Campus & Community

Four selected RFK Visiting Professors

3 min read

Four innovative leaders from Latin America will be welcomed into the Harvard University faculty this academic year as Robert F. Kennedy (RFK) Visiting Professors by the David Rockefeller Center for Latin American Studies (DRCLAS).


DRCLAS programs and events


This professorship was established in 1986 through a gift from the late Edmond Safra and the Republic New York Corp. to honor Robert F. Kennedy for his work in strengthening business relationships between North and South America. The program enables Harvard to invite eminent Latin American artists, intellectuals, or leaders to the University each year.

This year’s visiting professors are as follows:

Antanas Mockus was elected mayor of Colombia’s capital, Bogotá, in 1995. He became one of the most popular mayors in the city’s history through deft leadership and innovative programs promoting civic engagement using arts and humor. One of Mockus’ more unconventional projects included hiring mimes to control Bogotá’s notorious traffic. Under his leadership, homicide rates dropped dramatically and water conservation and sanitation improved greatly. Following his two terms as mayor, Mockus returned to the National University of Colombia, where he is a professor of mathematics and philosophy. At Harvard, Mockus will be teaching “Hedonism and Pragmatism” and co-teaching “Foundational Fiction and Other Cultural Agents” in the Department of Romance Languages and Literatures this fall.

Renowned human-rights lawyer and scholar Luis Moreno-Ocampo will be in residence at Harvard Law School (HLS) during January 2005. In 2003, he became the first chief prosecutor of the International Criminal Court in The Hague, the first permanent institution with responsibility for trying war crimes and crimes against humanity. A key figure in Transparency International, an international anti-corruption organization, Moreno-Ocampo rose to prominence as a deputy prosecutor in the 1980s during the trials of former officers of Argentina’s military junta. An RFK Visiting Professor at HLS in 2002, Moreno-Ocampo will co-teach the course “International Criminal Justice” with professor Philip B. Heymann this January.

Nicaraguan scholar and political leader Dora María Téllez served as a guerrilla commander during the Sandinista revolution and later as Nicaragua’s Minister of Health, helping her country to win the United Nations Educational, Scientific, and Cultural Organization’s (UNESCO) prize for exceptional health progress. Her political activism led to a position on Nicaragua’s legislature, while her scholarship in public policy and art history has brought her to the podium of leading universities.

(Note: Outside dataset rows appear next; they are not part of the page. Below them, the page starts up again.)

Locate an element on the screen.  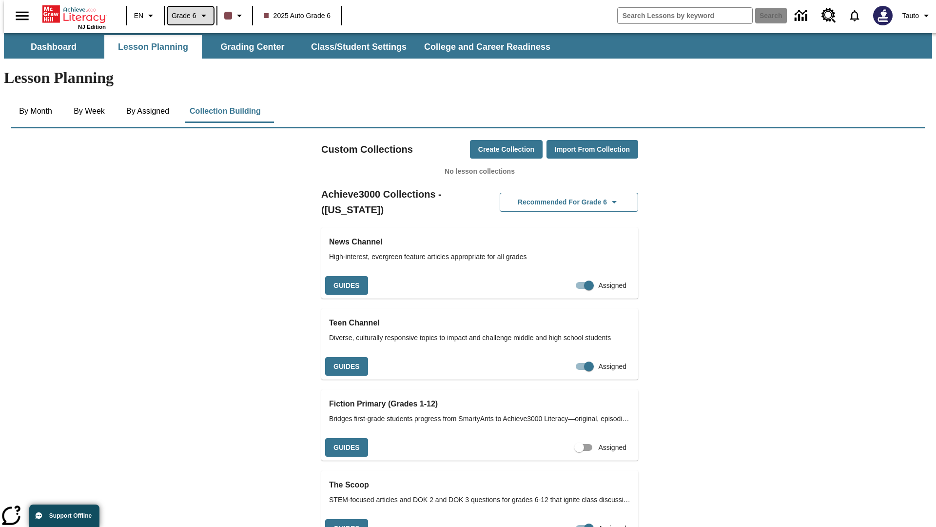
button: Import from Collection is located at coordinates (592, 149).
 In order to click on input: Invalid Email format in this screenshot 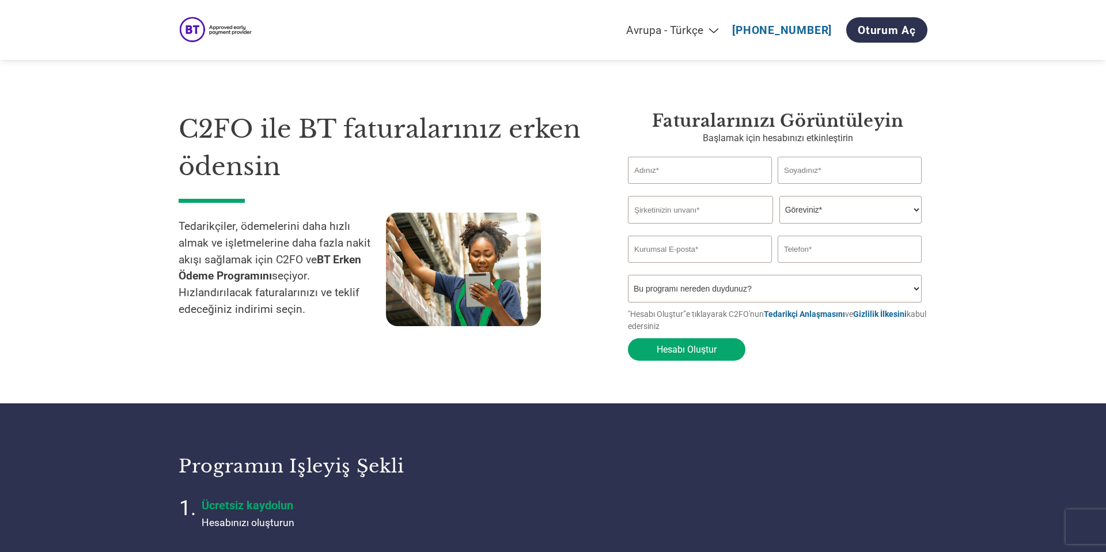, I will do `click(700, 249)`.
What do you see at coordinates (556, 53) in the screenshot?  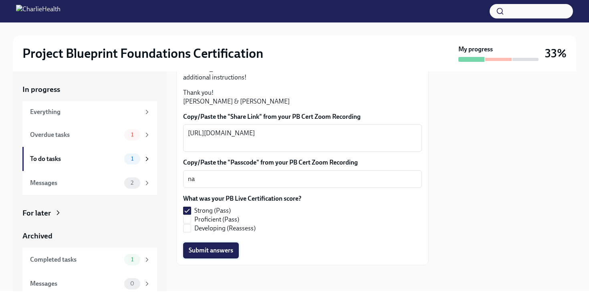 I see `h3: 33%` at bounding box center [556, 53].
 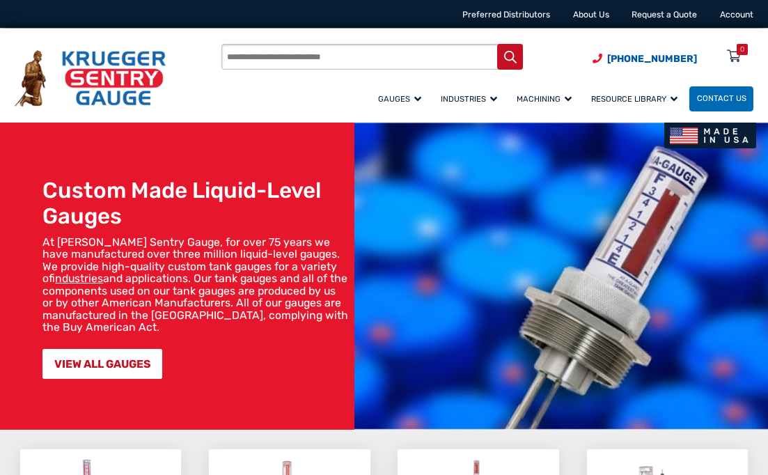 What do you see at coordinates (645, 59) in the screenshot?
I see `a: Phone Number (920) 434-8860` at bounding box center [645, 59].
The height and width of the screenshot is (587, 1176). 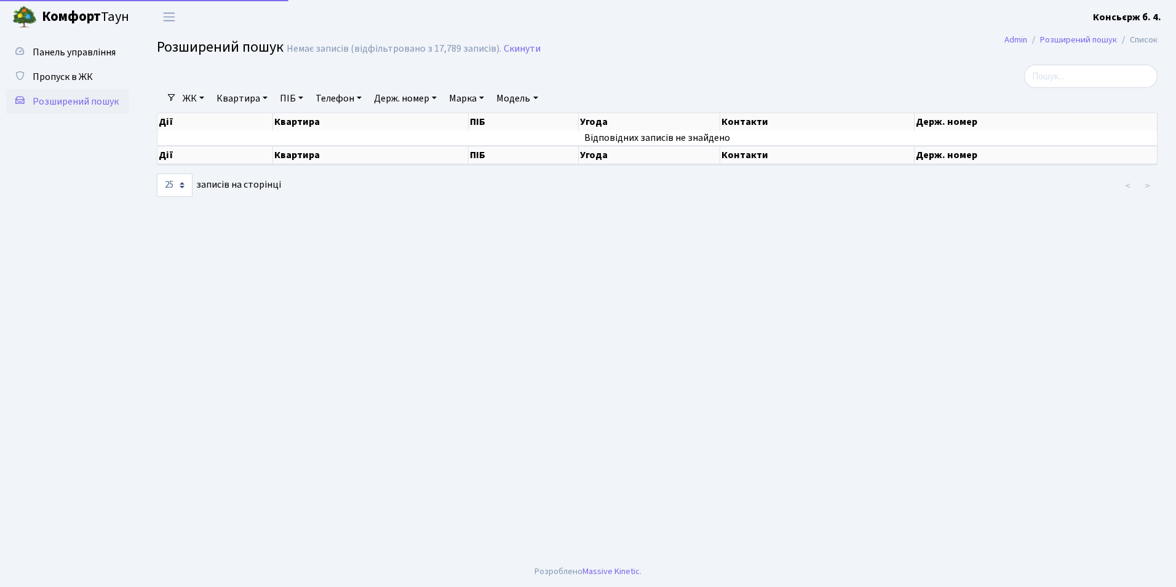 I want to click on a: Admin, so click(x=1015, y=39).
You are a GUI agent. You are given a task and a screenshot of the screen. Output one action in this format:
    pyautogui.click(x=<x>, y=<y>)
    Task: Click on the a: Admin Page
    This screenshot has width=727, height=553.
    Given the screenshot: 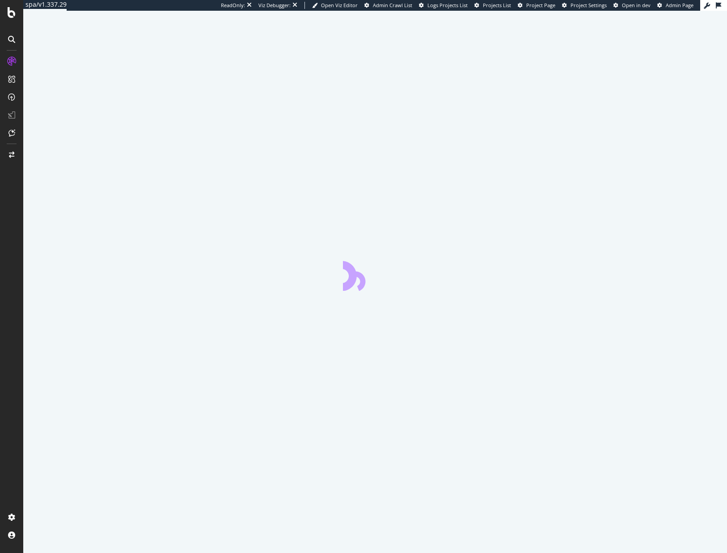 What is the action you would take?
    pyautogui.click(x=675, y=5)
    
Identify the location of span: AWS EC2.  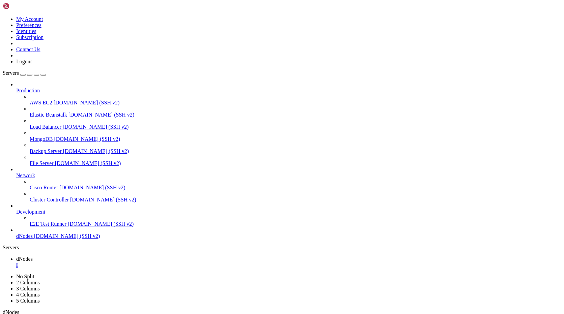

She is president of the Sandinista Renewal Movement, a political party she co-founded in 1995. During the spring term, Téllez will join the faculty of the Harvard Divinity School (HDS) where she plans to teach “From Revolution to Hope: Nicaragua and the Sandinista Aftermath” and “Caribbean Identity, Race and Ethnicity.”

Ernesto Schiefelbein served as Chilean minister of education, and as rector of the Universidad Santo Tomás. Previously, he was director of the UNESCO Region Office of Education for Latin America and the Caribbean, and worked as educational economist at the World Bank. Schiefelbein is the author of more than 10 books and is a former visiting professor at Harvard. Most recently, he was appointed visiting professor at the Center for the Study of International Cooperation in Education at Hiroshima University. During the spring 2005 term, Schiefelbein will be teaching two courses at the Harvard Graduate School of Education: “Rethinking the Purposes of Education in Developing Countries” and “Foundations of Systemic Educational Change in Developing Countries.”